Yes, this is the last thing you would expect the world’s largest car maker to say, but it’s true. And it’s nothing to do with the Takata airbag scandal either. No, the problems for the Mirai are more fundamental.

Toyota Mirai

Toyota has been advocating fuel cell powered cars more than any other car manufacturer. They have one, the Toyota Mirai. It’s an electric-powered vehicle whose primary source of power is not a battery.

Instead of a battery, it has a fuel cell that converts liquid hydrogen into electricity, which then turns an electric motor. There are times when the driver may demand more power than this fuel cell can provide. For those moments, a tiny 1kWh battery lends a helping hand to meet the demand.

In return, the vehicle has zero emissions, other than water vapor and perhaps a bit of heat. How’s that for government regulations and the public relations?

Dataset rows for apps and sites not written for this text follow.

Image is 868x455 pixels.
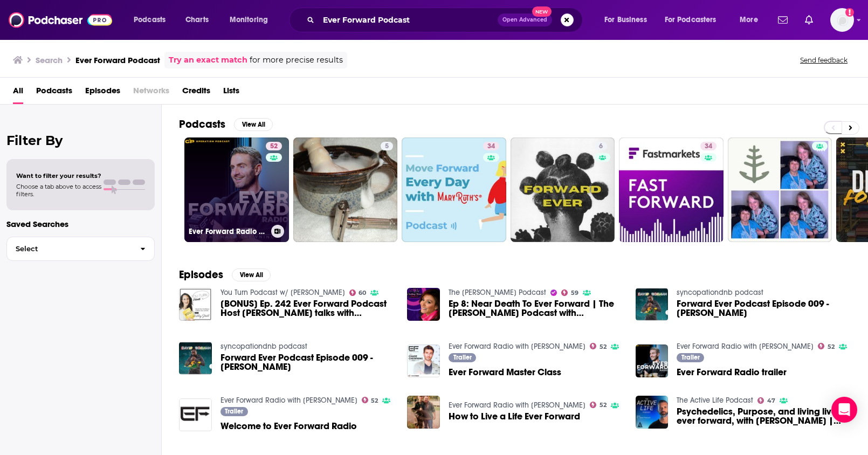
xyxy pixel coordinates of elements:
[220,353,394,371] span: Forward Ever Podcast Episode 009 - [PERSON_NAME]
[599,141,603,152] span: 6
[220,299,394,318] a: [BONUS] Ep. 242 Ever Forward Podcast Host Chase Chewning talks with Sukhinder Singh Cassidy on Ho...
[179,398,212,431] img: Welcome to Ever Forward Radio
[830,8,854,32] img: User Profile
[126,11,180,29] button: open menu
[179,11,215,29] a: Charts
[179,118,273,131] a: PodcastsView All
[9,10,112,30] img: Podchaser - Follow, Share and Rate Podcasts
[406,288,440,320] a: Ep 8: Near Death To Ever Forward | The Courtenay Turner Podcast with Chase Chewning
[223,81,239,104] a: Lists
[220,342,307,351] a: syncopationdnb podcast
[561,289,579,295] a: 59
[75,55,160,65] h3: Ever Forward Podcast
[169,54,247,67] a: Try an exact match
[250,54,343,67] span: for more precise results
[179,118,225,131] h2: Podcasts
[700,142,716,150] a: 34
[220,288,344,297] a: You Turn Podcast w/ Ashley Stahl
[16,172,102,180] span: Want to filter your results?
[406,395,440,429] img: How to Live a Life Ever Forward
[676,407,851,425] span: Psychedelics, Purpose, and living live ever forward, with [PERSON_NAME] | Active Life Podcast Ep 206
[184,137,289,242] a: 52Ever Forward Radio with [PERSON_NAME]
[599,344,607,349] span: 52
[220,299,394,318] span: [BONUS] Ep. 242 Ever Forward Podcast Host [PERSON_NAME] talks with [PERSON_NAME] on How to Take R...
[220,421,356,431] a: Welcome to Ever Forward Radio
[532,6,552,17] span: New
[590,402,607,408] a: 52
[454,354,471,360] span: Trailer
[502,17,547,22] span: Open Advanced
[362,396,378,403] a: 52
[220,353,394,371] a: Forward Ever Podcast Episode 009 - David Boomah
[134,13,165,28] span: Podcasts
[676,368,786,377] a: Ever Forward Radio trailer
[818,343,834,349] a: 52
[448,342,585,351] a: Ever Forward Radio with Chase Chewning
[231,269,270,282] button: View All
[385,141,389,152] span: 5
[619,137,723,242] a: 34
[448,400,585,410] a: Ever Forward Radio with Chase Chewning
[299,7,593,32] div: Search podcasts, credits, & more...
[448,411,580,421] a: How to Live a Life Ever Forward
[222,11,282,29] button: open menu
[636,344,669,378] img: Ever Forward Radio trailer
[85,81,120,104] span: Episodes
[676,299,851,318] span: Forward Ever Podcast Episode 009 - [PERSON_NAME]
[319,11,497,29] input: Search podcasts, credits, & more...
[497,14,552,26] button: Open AdvancedNew
[179,288,212,320] a: [BONUS] Ep. 242 Ever Forward Podcast Host Chase Chewning talks with Sukhinder Singh Cassidy on Ho...
[224,408,243,414] span: Trailer
[230,13,268,28] span: Monitoring
[604,13,646,28] span: For Business
[36,81,72,104] a: Podcasts
[487,141,494,152] span: 34
[36,55,63,65] h3: Search
[448,299,622,318] a: Ep 8: Near Death To Ever Forward | The Courtenay Turner Podcast with Chase Chewning
[448,288,546,297] a: The Courtenay Turner Podcast
[571,290,579,295] span: 59
[293,137,398,242] a: 5
[182,81,210,104] a: Credits
[381,142,393,150] a: 5
[831,396,857,422] div: Open Intercom Messenger
[179,342,212,375] img: Forward Ever Podcast Episode 009 - David Boomah
[13,81,23,104] a: All
[358,290,366,295] span: 60
[739,13,758,28] span: More
[830,8,854,32] span: Logged in as kochristina
[594,142,607,150] a: 6
[510,137,615,242] a: 6
[590,343,607,349] a: 52
[599,403,607,407] span: 52
[665,13,716,28] span: For Podcasters
[402,137,506,242] a: 34
[185,13,208,28] span: Charts
[133,81,169,104] span: Networks
[636,395,669,429] img: Psychedelics, Purpose, and living live ever forward, with Chase Chewning | Active Life Podcast Ep...
[773,11,792,29] a: Show notifications dropdown
[676,342,813,351] a: Ever Forward Radio with Chase Chewning
[6,133,155,148] h2: Filter By
[636,288,669,320] img: Forward Ever Podcast Episode 009 - David Boomah
[266,142,282,150] a: 52
[676,395,753,405] a: The Active Life Podcast
[732,11,771,29] button: open menu
[6,219,155,229] p: Saved Searches
[406,344,440,378] img: Ever Forward Master Class
[796,56,851,65] button: Send feedback
[676,299,851,318] a: Forward Ever Podcast Episode 009 - David Boomah
[767,398,775,403] span: 47
[448,368,561,377] span: Ever Forward Master Class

Despite Toyota investing billions of dollars into this new technology, they will only release about 300 of these vehicles between the Europe and the United States this year in 2016. Compare that number to the 10 million vehicles that the automaker sells per year, and you barely have a dot on the landscape.

That doesn’t stop Toyota from believing that hydrogen power is the way of the future. In fact, with the lobbying efforts of the Japanese government, the company appears to be betting its entire future on the technology.

It seems odd then that the company would be instructing dealers not to deliver the Mirai to customers. For a company whose slogan is, “Let’s Go Places,” the Marai sedan can’t really go anywhere.

This holds true even for the dealership that moves the most; a Toyota dealer in Santa Monica, California.
Why would Toyota do this? Honestly, they have solid reasoning.

Right now, there are 72 Toyota Mirai on the road in the US. However, these cars can’t just go to your conventional gas station to ‘fill ‘er up.” There aren’t enough refueling stations to keep the cars that are out there on the road, let alone enough fueling stations to support more cars being delivered.

Furthermore, what few stations that are out there don’t work very well. In fact, the move might be to keep Toyota and its dealers legally safe.

They are adamant to point out that they are still selling the car. What they’re not doing is delivering on the cars until more filling stations open up for the car.

Some people are quick to point out that Toyota should be building their own stations, and not rely on the taxpayer’s money to do it. They are saying that the world simply isn’t ready for hydrogen power quite yet. Perhaps in 50 years, but not now.